Around 90% of businesses today use personalized services. The company wants to launch different personalized experience programs for customers of VahanBima. The personalized experience can be dedicated resources for claim settlement, different kinds of services at the doorstep, etc. To do so, they would like to segment the customers into different tiers based on their customer lifetime value (CLTV). To do it, they would like to predict the customer lifetime value based on the activity and interaction of the customer with the platform.

The challenge objective is to build a high-performance and interpretable machine learning model to predict the customer lifetime value (CLTV) based on the user and policy data.

2. Dataset

The training dataset has a total 89392 of rows and 11 columns of customer details such as unique customer id, gender, area, qualification of customer, income, marital status, number of policies and type of policy with claim amount, year of investment, and output variable cltv for customer lifetime value.

This is a regression problem, where we will predict the customer lifetime value cltv.

3. Approach

3.1 Exploratory Data Analysis

Basic data analysis is performed on a dataset to find if data contain any missing values, outliers, or duplicate records. After removing duplicates from the data, the dataset was split into training, validation, and test data in a ratio of 70:20:10 respectively for further analysis.

The output variable cltv is highly right-skewed with outliers. After removing outliers from the data, following hypothesis ANOVA test performed on features.

3.1.1 ANOVA Hypothesis Test

One-way ANOVA has been performed, to find the correlation between categorical features and continuous output variables.

  • H0 (null hypothesis): The group of means of each category of feature variable is the same.

  • H1(alternate hypothesis): There is a statistically significant difference in the distribution of means of output variable for the groups of categories of feature variable.

The result shows that there is no statistically significant difference in means of a group of gender, and qualification, while there is a statistically significant difference in means for column income, vintage, marital status, area, and type_of_policy.

3.1.2 Data Preprocessing

  • The feature variable claim_amount is highly right-skewed, so log transformation is performed on both claim_amount and cltv features to make distribution Gaussian.

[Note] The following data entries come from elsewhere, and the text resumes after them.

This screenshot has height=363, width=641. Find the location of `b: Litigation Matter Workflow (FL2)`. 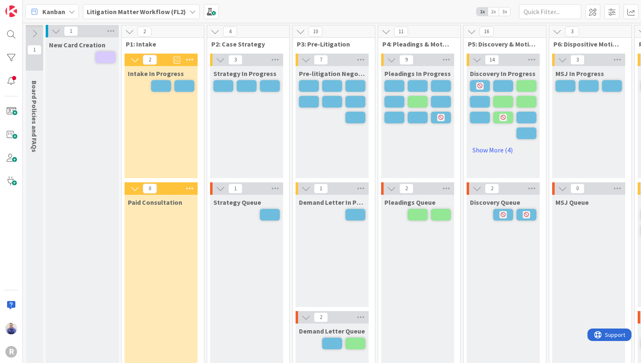

b: Litigation Matter Workflow (FL2) is located at coordinates (136, 12).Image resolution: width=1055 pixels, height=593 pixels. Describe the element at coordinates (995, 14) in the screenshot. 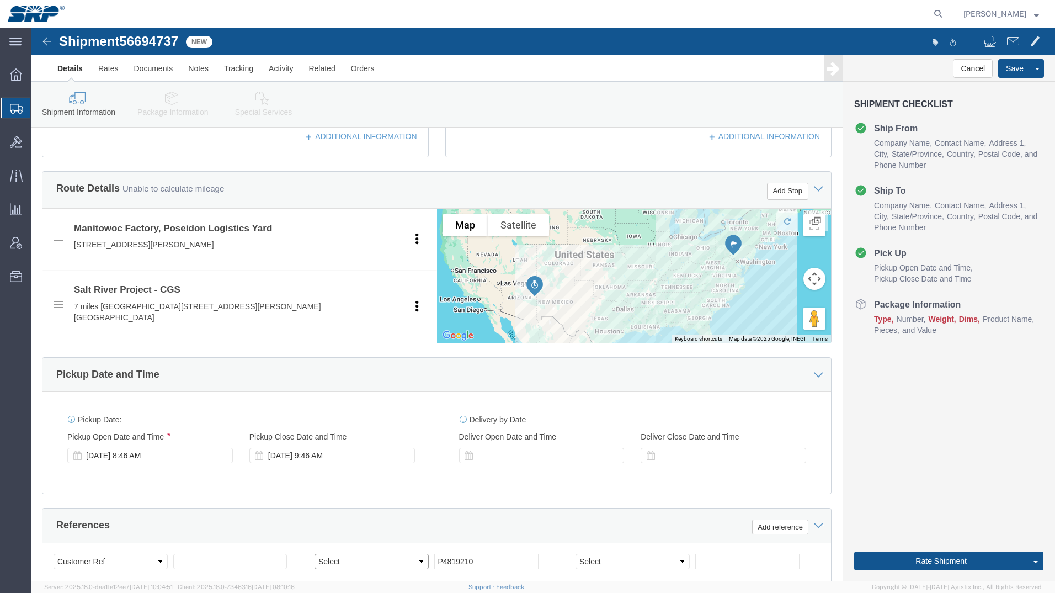

I see `span: Ed Simmons` at that location.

  • Data Normalization is perform on data using Min-Max-Scaler.

3.2 Model Evaluation

  • First, the base model LinearRegression algorithm is used to test the overall performance of data. Next, 7-fold cross-validation is performed and evaluated using r2-score on several machine learning regression algorithms with a default configuration which includes AdaBoostRegressor, RandomForestRegressor, GradientBoostingRegressor, and XGBRegressor. The RandomForestRegressor is selected for final model submission as other models perform poorly on test data by overfitting the model.

  • Hyperparameter tuning is performed for RandomForestRegressor to find the best values for number of estimators and depth of the tree.

  • The final model of RandomForestRegressor(n_estimators=200, max_depth=7, n_jobs=-1, random_forest=42) gives a high test score of 0.14392. Hence it is selected for final submission.